We walked to the house, and Dad knocked on the door. A fucking butler of some type answered. Dad pushed past him, knocking him backwards into some no doubt expensive but ugly-as-fuck vase. “I’m here to see George.”

“But, sir, wait!” the butler argued. Dad opened the hallway door, and I shut the front door, locking us inside. A man about my dad’s age came rushing down a huge central staircase and stopped on a landing.

“Wait here, Arthur. I won’t be long,” Dad said, his eyes locking on the fucker who was glaring at him with wide and fearful eyes. My dad cut a deadly look to the butler. “Make sure Alfred here doesn’t do something stupid like call the Old Bill.” Dad cracked his neck, never taking his glare off the butler. “This is a friendly meeting, right, George?

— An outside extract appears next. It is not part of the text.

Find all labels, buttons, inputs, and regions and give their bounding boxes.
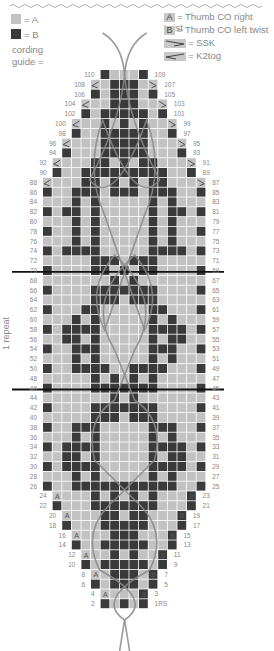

No need for things to go south.”

“It’s okay, James,” the man—George, I guessed—on the landing said to the butler, and my father followed him up the stairs. Putting my hands in my pockets, I moved to the wall in the hallway and the pictures that hung there, keeping the butler in my peripheral. I cleaned my glasses on my shirt, rubbing the rain from the lenses so I could bloody see. When I put them back on, I was in front of a picture of a girl about my age. She had dark hair and dark eyes and olive skin. I passed pictures of a brunette woman and George.

Done browsing, I sat on the ornate red sofa in the foyer and looked around the house. Money. Whoever this George prick was, he had a fuck-ton of money.

My eyes moved from the posh artwork and sculptures and went back to the girl in the picture. Then I didn’t look away. Just as I wondered who she was, the stairs creaked. My eyes snapped up.

Brown hair.

Brown eyes.

Long legs.

Olive skin.

The girl from the picture froze on the stairs, her eyes widening when she saw me. My eyes dropped to her clothes. She was wearing pyjamas. The white top was sleeveless, and the bottoms were shorts with pink polka dots all over them. Her brown hair fell to her shoulders.

I watched silently as she searched around the foyer, her cheeks blazing red. She came further down the stairs until she was stood on the black-and-white tiled floor of the hallway. “W-who are you?” Her posh accent sailed into my ears. A proper Chelsea girl. No doubt brought up with a silver spoon in her mouth. And what a fucking mouth she had. Full, dark pink lips that seemed to permanently pout. Eric, one of my best friends, called those cock-sucking lips.

In this bird’s case, I had to agree.

She folded her arms across her chest but edged closer. “Who are you?” she asked again.

I leaned back against the couch. “Arthur.”

“Arthur,” she echoed and came closer again. She was only a few feet away. Her skin was lightly tanned and smooth, and her shorts showed off her perfect thighs. Posh birds never really did it for me. But by the twitch of my cock, this one seemed to be the exception. “Arthur …” she said again, her posh accent wrapping around my name. Suddenly, the sound of raised voices came from upstairs. Her head whipped in that direction.

“Daddy? That’s Daddy’s voice.” She faced me, panicked. “Who’s up there with him?”

“My old man.”

“Why?”

I shrugged. “Business.”

She frowned, then said, “You don’t give much away, do you?”

“What’s your name?” I asked, ignoring her question.

“Cheska.”

“Cheska … ?”

“Cheska Harlow-Wright.” She tilted up her chin—she was proud of her name. My eyes found a picture I’d seen on the wall, one in front of a factory, “Harlow” written on the signage.

All the wealth suddenly made sense.

“Harlow Biscuits.” I suddenly knew how they could afford to live in a house like this in the best postcode in Chelsea. There wasn’t a home in all of England that wouldn’t have had a pack of their biscuits in the cupboard to dunk into cups of tea.